To refine your organization’s precise vision, Löffler recommended answering the following questions: 

  • Who is your customer?
  • What is your customer’s paint point?
  • What is your solution, and what makes it unique?
  • What are the top three key features? 

Taking the time to define your vision ensures your agile transformation supports the right work—rather than helping you do the wrong work faster.

Agile transformation mistake 3: Siloes

To illustrate the problem with silos, Löffler once again turned to his saxophone. He got two volunteers from the audience— one who was dubbed the expert in saxophone holding, the other as the expert in saxophone button pressing. But when Löffler and his two experts tried to play the saxophone together, the result was pure discord. Then, Löffler adjusted how the volunteers held the saxophone, and which buttons they pressed — and this time, the saxophone played beautifully. He likened the first attempt to a team of specialists working in their own knowledge siloes, and the second to a cross-functional team.

But lack of harmony is not the only risk posed by siloes. Employee turnover is a fact of life, but when each of these employees holds business-critical information, you’re losing more than just one employee each time someone moves on. 

To break down silos and retain expertise, Löffler recommended cross-functional teams: teams composed of people from different domains and knowledge fields, working together toward a shared vision. For developers specifically, he suggested practices like pair programming and mob programming to enhance collaboration and knowledge sharing. 

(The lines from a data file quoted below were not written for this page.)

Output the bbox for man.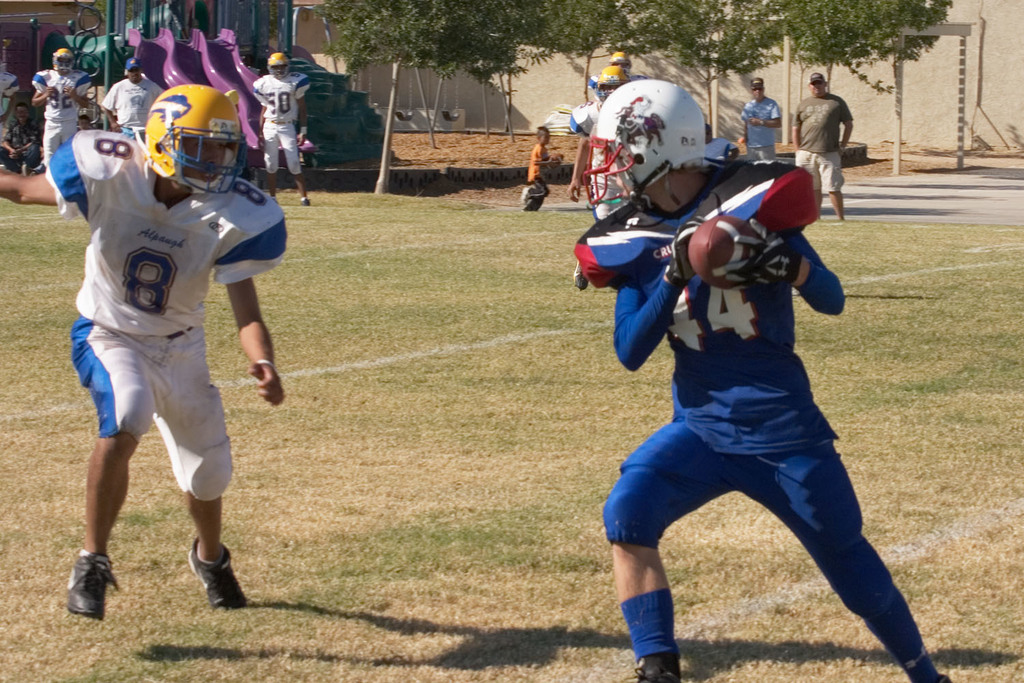
(left=30, top=51, right=96, bottom=173).
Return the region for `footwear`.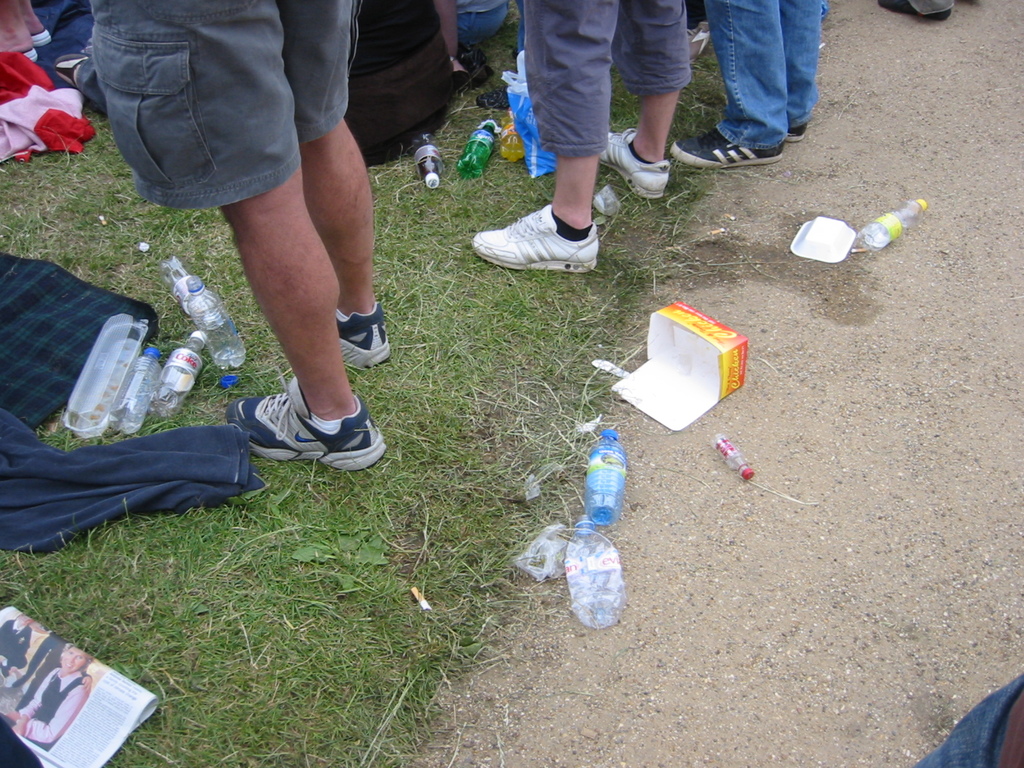
468:204:600:276.
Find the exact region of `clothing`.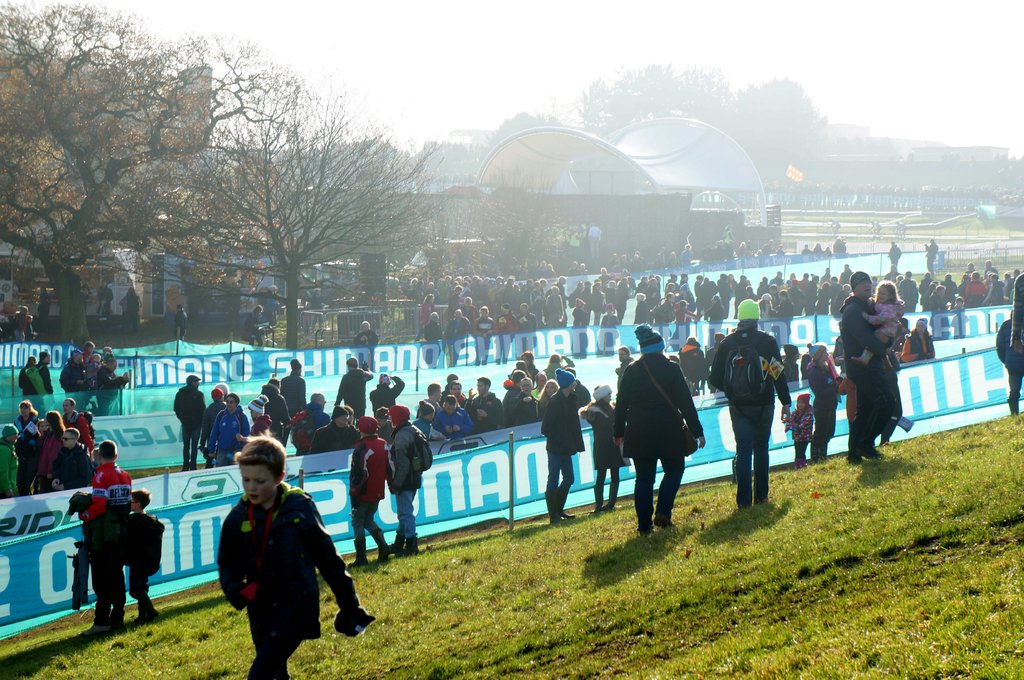
Exact region: bbox=(833, 285, 884, 464).
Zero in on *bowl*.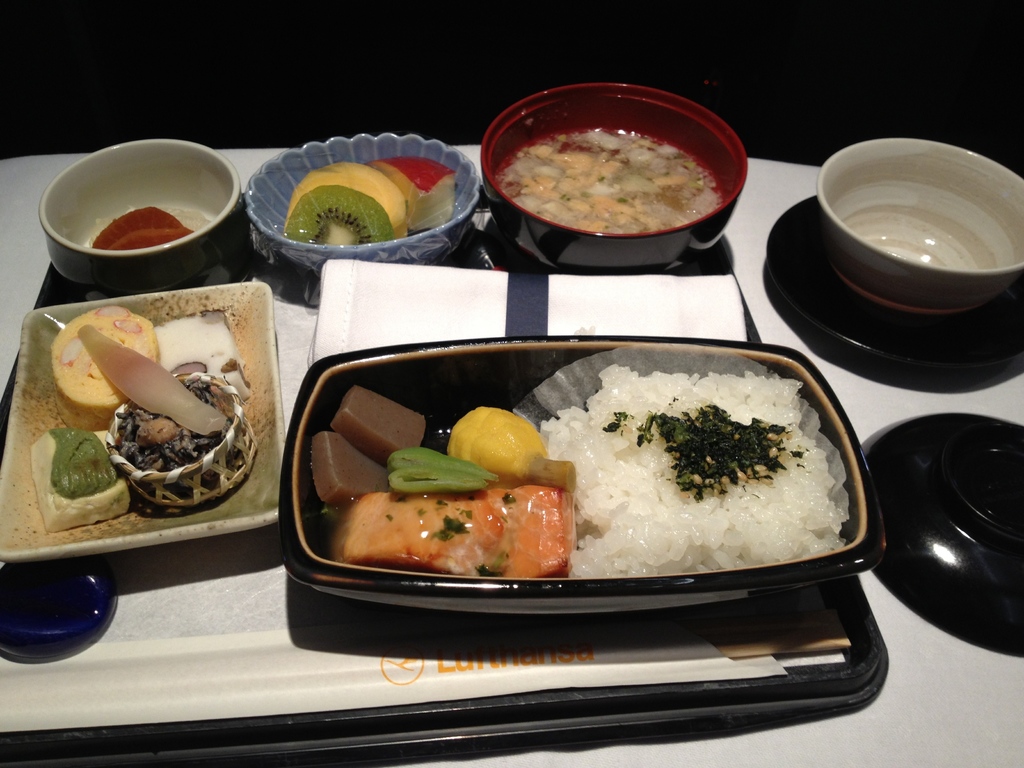
Zeroed in: x1=40 y1=135 x2=241 y2=292.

Agile transformation mistake 4: Employees first

The fourth major cause of agile project failure, Löffler explained, is prioritizing what employees are already doing over what customers actually need. Creating a fun and positive work environment is important, but not at the expense of delivering products and services that truly excite customers. This kind of misplaced focus, he said, leads to “zombies”: employees who mindlessly repeat the same tasks without thinking critically about improving processes or adding value for customers. 

To combat zombie-ism, cultivate psychological safety. Psychological safety means creating work environments where employees feel free to try new things, take risks, surface concerns and give honest feedback, without fear of disproportionate recrimination. Ultimately, you don’t want your employees to be blindly following work processes they know are broken, because they’re afraid to speak up— you want an environment where people are comfortable pointing out inefficiencies, and taking bold new strategies to rectify them. 

Building Agile Success with the Right Ingredients

Löffler emphasized that each company is unique—different teams, different people, different processes. This means that each company’s shortcomings will be a little different, and so will the solutions needed to address them. Löffler used the metaphor of a fridge to describe how companies should best tailor their approach. Some ingredients—your “fresh” ones—represent what’s already working well. Others are “staples”—not necessarily exciting or innovative, but still valuable. And then, there’s the old produce—or even mold—that needs to be cleared out for an agile transformation to succeed.

When it comes to having a clear vision, a strong case for agile, effective knowledge exchange, and high psychological safety, every organization will have strengths that are ready to build on and weaknesses that need replacing. The key is identifying your unique mix of ingredients and leveraging your strengths to tackle the challenges ahead.

Did you enjoy this recap? If you would like to relive all the exciting moments from T3CON24, be sure to check our our recap of the entire conference!